But she has this strange, unfathomable quirk that she likes hanging out with me. And ditto my stepdaughter. It’s like they think I should have meals with them. Or go places with them. Or take them to school. It’s like they can’t tell when I’m in the depths of the Zone, that elusive, mythical place where the magic happens, that place that’s so fragile a simple knock on the door makes it evaporate like the barest morning dew, leaving the writer clenching his fists in frustration.

“What is it?”

“Um…”

“Is there blood?”

“Well, no, but…”

“Is there a fire?”

“No, but…”

“Then why for hast thou knocked upon this portal?”

“There’s a spider.”

Sigh.

This was a constant struggle when the girlfriend became the cohabitating partner a few years back. Writers are a special kind of introvert, in that their very profession demands that they spend great swaths of time alone. These swaths of time are in direct conflict with the time required to maintain the bonds of love. Tons of difficult conversations later, we have reached a détente, and the bottom line, despite endless whinging on my part, is that the problem is not intrusions or distractions or interruptions.

The problem is always me.
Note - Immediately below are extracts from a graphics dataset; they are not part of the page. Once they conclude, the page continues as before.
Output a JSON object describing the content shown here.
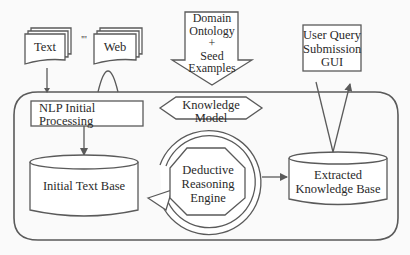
{
  "diagram": {
    "type": "system architecture flow diagram",
    "colors": {
      "stroke": "#5a5a5a",
      "fill": "#ffffff",
      "background": "#fafafa",
      "text": "#2a2a2a"
    },
    "inputs": {
      "text_doc": {
        "label": "Text"
      },
      "ellipsis": {
        "label": "'''"
      },
      "web_doc": {
        "label": "Web"
      },
      "domain_arrow": {
        "line1": "Domain",
        "line2": "Ontology",
        "line3": "+",
        "line4": "Seed",
        "line5": "Examples"
      },
      "user_query": {
        "line1": "User Query",
        "line2": "Submission",
        "line3": "GUI"
      }
    },
    "system": {
      "nlp": {
        "line1": "NLP Initial",
        "line2": "Processing"
      },
      "knowledge_model": {
        "line1": "Knowledge",
        "line2": "Model"
      },
      "initial_text_base": {
        "label": "Initial Text Base"
      },
      "reasoning_engine": {
        "line1": "Deductive",
        "line2": "Reasoning",
        "line3": "Engine"
      },
      "extracted_kb": {
        "line1": "Extracted",
        "line2": "Knowledge Base"
      }
    },
    "edges": [
      {
        "from": "Text",
        "to": "NLP Initial Processing"
      },
      {
        "from": "Web",
        "to": "NLP Initial Processing"
      },
      {
        "from": "Domain Ontology + Seed Examples",
        "to": "Knowledge Model"
      },
      {
        "from": "NLP Initial Processing",
        "to": "Initial Text Base"
      },
      {
        "from": "Deductive Reasoning Engine",
        "to": "Extracted Knowledge Base"
      },
      {
        "from": "User Query Submission GUI",
        "to": "Extracted Knowledge Base"
      },
      {
        "from": "Extracted Knowledge Base",
        "to": "User Query Submission GUI"
      },
      {
        "from": "Deductive Reasoning Engine",
        "to": "Deductive Reasoning Engine",
        "note": "circular loop arrow"
      }
    ]
  }
}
More on that in a minute.

It’s too easy for that infinitely fragile creative butterfly that we imagine is within us to be crushed or driven away by a knock on the door, a text, a phone call, a clearing of the throat; so even when your significant other is amazing and supportive, wants your to feel fulfilled, wants you to reside forevermore in the afterglow of creation like you’ve just had cosmically awesome sex, you push for more room for our art. It’s art, dammit!

One of the worst feelings in the world is when you’re in the rush of creation, and you know it’s gold, and you can feel your fingers brushing through the river of the divine–and someone comes into your space and requests your attention. A knock. A text. A phone call. A clearing of the throat. Flow: destroyed. Muse: fled.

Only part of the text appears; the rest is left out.